Coyotes Troubles Continue

The NHL’s Phoenix Coyotes may have made it to the Western Conference finals before being knocked out of Stanley Cup contention by the Los Angeles Kings, but Glendale, Ariz., officials are having to sweeten the pot to lure a buyer willing to keep the team in town.

City officials are negotiating a Jobing.com Arena lease agreement that would give a potential buyer of the team, whose former owner filed for bankruptcy protection, $17 million a year to manage the arena, according to Bloomberg News. The NHL took ownership of the team for $140 million when Coyotes owner Jerry Moyes filed Chapter 11 in 2009. Another potential buyer made an offer but with plans to move the team back to Canada.

The NHL stepped in, and Glendale agreed to subsidize the Coyotes’ losses until a new buyer emerged. Valued at a league-low $134 million, the Coyotes’ annual losses clock in at $24.4 million, despite a playoff run, according to Forbes.

Wanting to keep the team in cash-strapped Glendale, yet needing to offer financial incentives to potential buyers, poses a tricky problem for the city. It also underscores the inherent risks cities face when they offer such incentives.

Glendale offers the $17 million management deal even as it struggles to close a $32 million budget deficit, laying off 49 workers and considering a sales tax rate that would make it one of the highest in the nation, Bloomberg reports. Complicating the issue is the Coyotes’ failure to meet expectation in years past.

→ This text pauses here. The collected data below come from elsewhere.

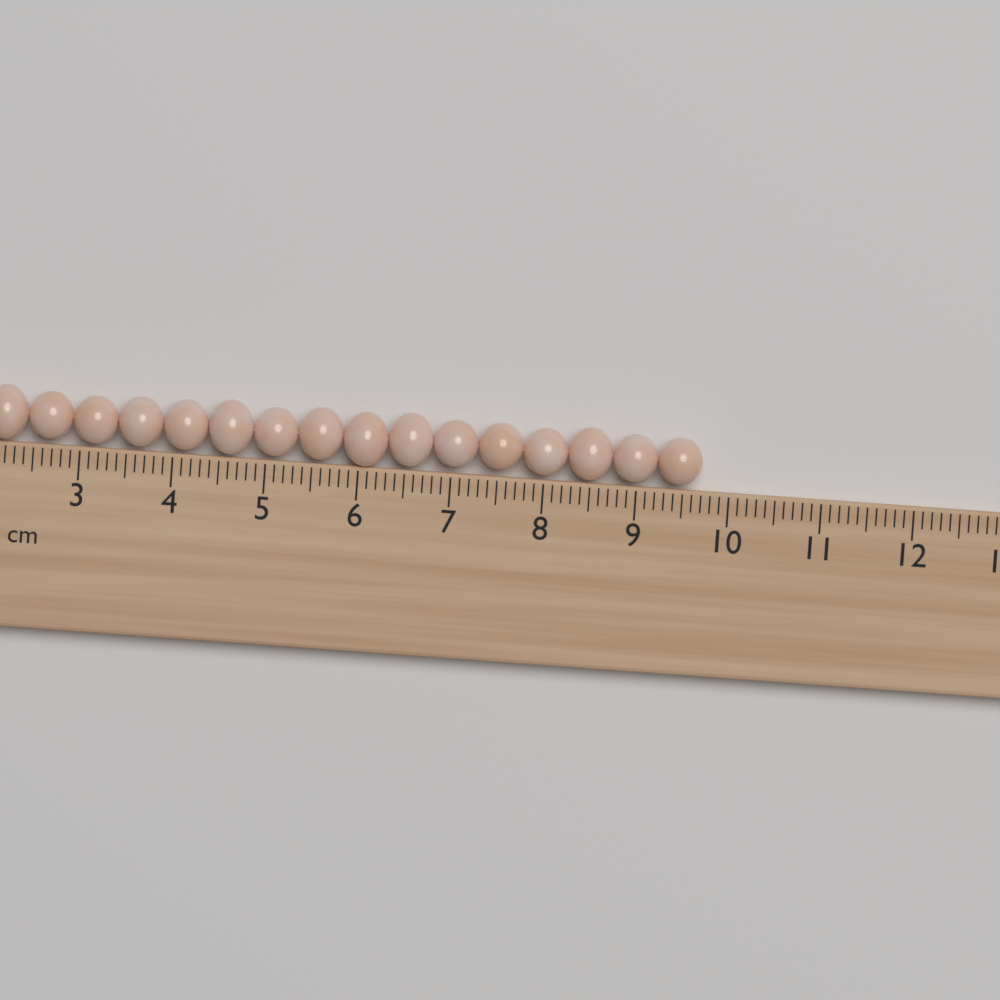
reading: 9.7 cm
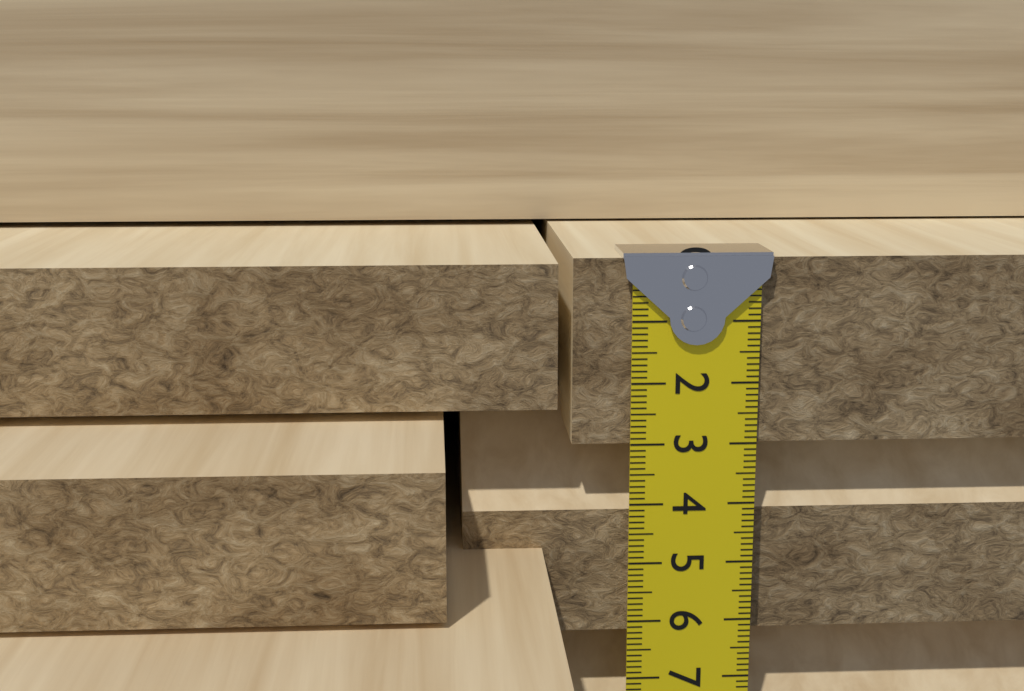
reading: 3.0 cm
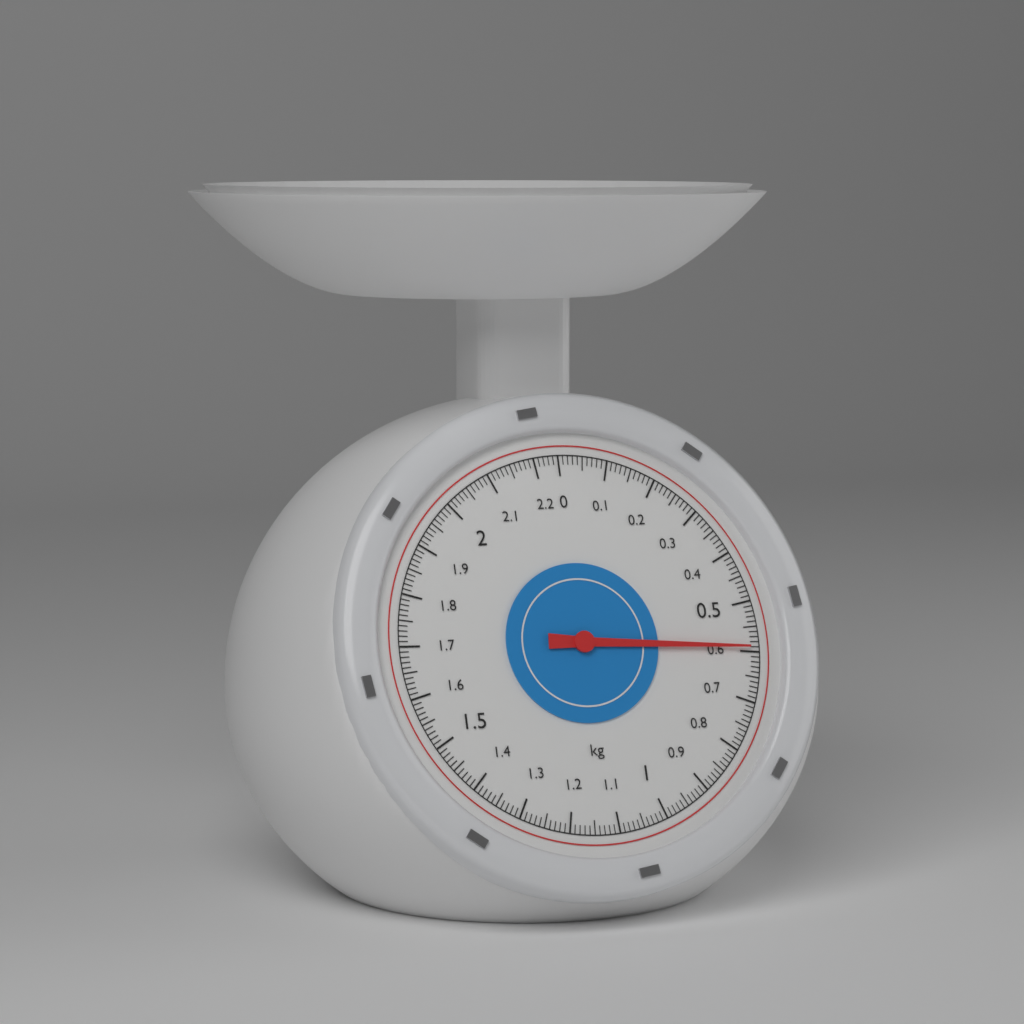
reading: 0.59 kg
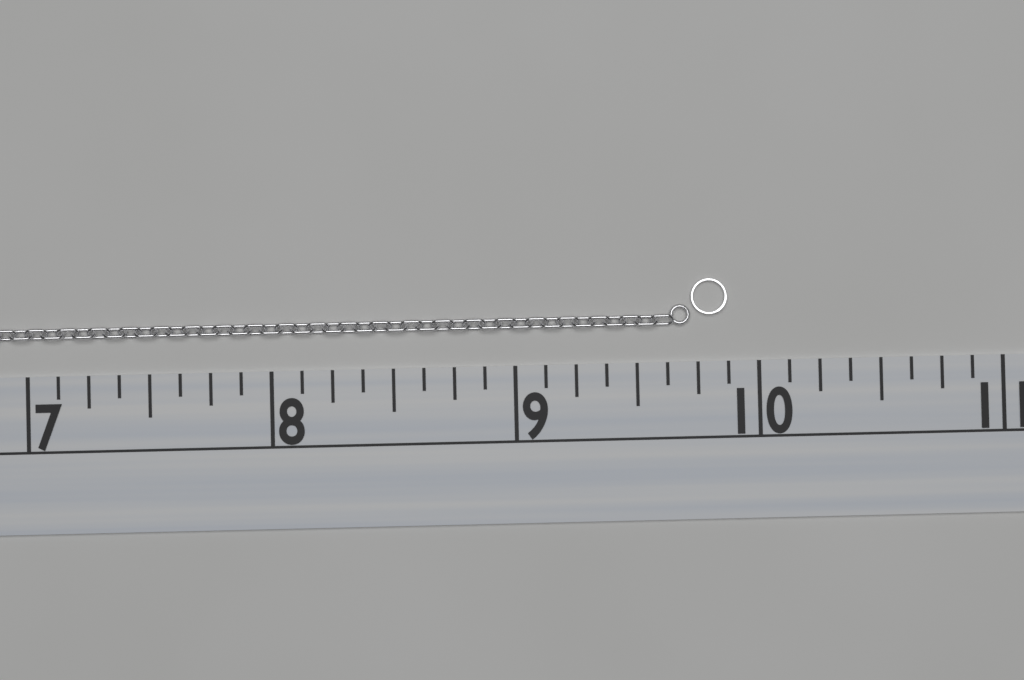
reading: 9.875 (no unit)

“They said under the worst conditions financially, we would make over $100,000 on the arena each year,” city councilman Phil Lieberman told Bloomberg. “How could it go wrong? It would cost us nothing.”

Instead, subsidizing the Coyotes losses has cost the city some $25 million a year. And complicating the issue further, the ownership group that built Jobing.com and the nearby Westgate City Center retail, residential and hotel complex only completed one-third of the development. Arena bonds were to be paid by sales taxes generated by Westgate.

“They’ve got a a big hole in their budget to keep the ice hockey team in town,” Tim James, an economics professor at Arizona State University, told Bloomberg.

The NHL announced it has reached a tentative agreement with a potential buyer, former San Jose Sharks CEO Greg Jamison, after the Coyotes advanced to the conference finals for the first time since the franchise moved to Arizona, according to Bloomberg.